A few seconds passed, and then Rora’s mind started whirling again. Pretty soon, the black-robes would find the cell empty, and the whole mountain would probably burst in searching for Rora. They’d need to be a long ways away by then.
Rora’d stood still in front of danger, but now that it was out of sight, everything was screaming at her to move, and this time she wasn’t going to ignore it. Dragging the witch was too slow, so she grabbed his arms, hauled them over her shoulders, and pulled his chest onto her back. It left his legs dragging on the ground, and put an awful ache between her shoulders, but it was the fastest she could think to move without leaving him behind. Not to say she didn’t think about that, but she figured her chances of living were better with someone who could set a whole village afire without blinking.
She ran, best as she could, with Etarro keeping just ahead, ran from one circle of torchlight into near darkness until her feet found the edges of the next torch, trusting the kid knew where he was going. He swung down a side tunnel, Rora right on his heels, and she stopped dead inside the room—or, more like, she was stopped, by running headfirst into a carcass hanging from the ceiling.
The room was full of dead things, some whole, some carved up, some no more than bones piled against the walls.

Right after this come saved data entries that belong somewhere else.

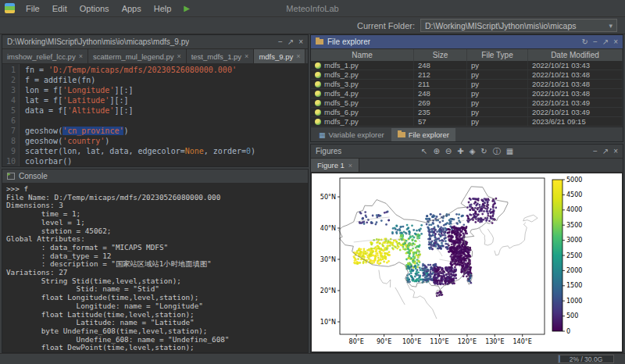  What do you see at coordinates (448, 152) in the screenshot?
I see `zoom-out-icon: ⊖` at bounding box center [448, 152].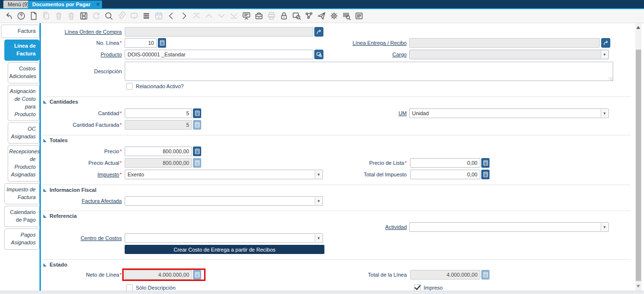  What do you see at coordinates (335, 227) in the screenshot?
I see `actividad-label: Actividad` at bounding box center [335, 227].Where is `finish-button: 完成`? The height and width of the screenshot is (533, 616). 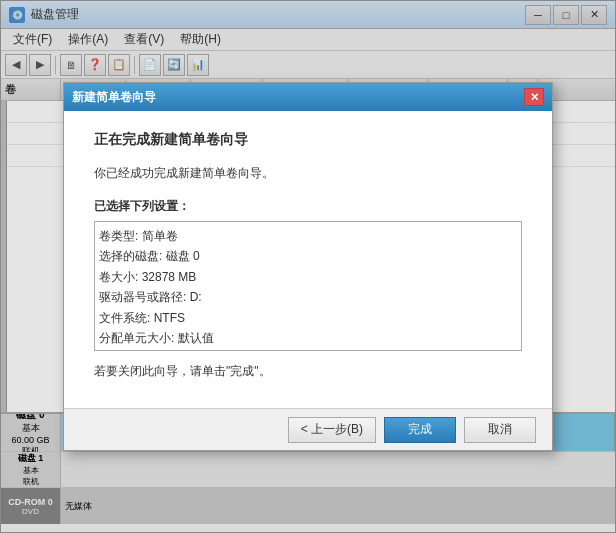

They all looked to be animals, far as she could tell standing there
a little dazed from running into a froze-solid pig. Etarro dashed ahead of her, weaving around the hanging carcasses and the piles of meat or bones on the floor, and she followed after him slower, dragging the witch careful around the dead things.
The room was a dead end, but Etarro seemed pretty sure there was something against the back wall. Anddyr was starting to flail, and so she let go of him next to Etarro, leaving the two of them to scrape through the offal piled against the wall. Rora stepped back, wrapping her arms around herself. It was as cold in the storeroom as her cell’d been, and she took a second to moan over the fact that she was going to die half-froze.

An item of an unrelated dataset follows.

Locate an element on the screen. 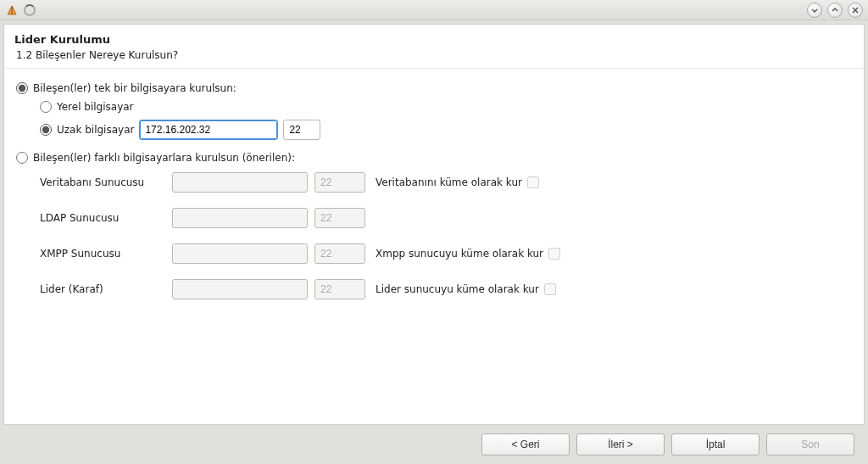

The witch gave a breathless shout: “I remember!” He was pawing at the wall in a spot that looked no different from any other, far in a corner where the single light hardly touched. “It was here . . .” He waved his hands around, broken fingers twitching and twisting. A horrible sound shook the room, rattled the chains the carcasses hung from, knocked over piles of clattering bones, and the wall broke. A crack appeared out of nowhere, spread, and peeled back like the layers of an onion, rock melting away into nothing.
She didn’t know how he’d done it, but the witch had made a tunnel through the wall of the very mountain, and sunlight spilled through it.
A crow of triumph burst out of Rora, and she lunged toward the tunnel. There was no feeling as good as escaping from death.
She had to go on hands and knees to fit into the tunnel, and she was already in it when she realized neither of the others was following her. “Come on!” she shouted. She could see the sun, smell the air. She hadn’t realized how stale the air inside the mountain smelled. They still didn’t move, and so she backed out of the tunnel, found the witch and the boy staring at each other—Etarro shaking with his arms wrapped around himself tight, Anddyr with tears freezing to his bloody cheeks. The witch was holding his stupid stuffed horse, holding it so tight it looked like his broken fingers might burst it. “What?” she demanded. “What is it?”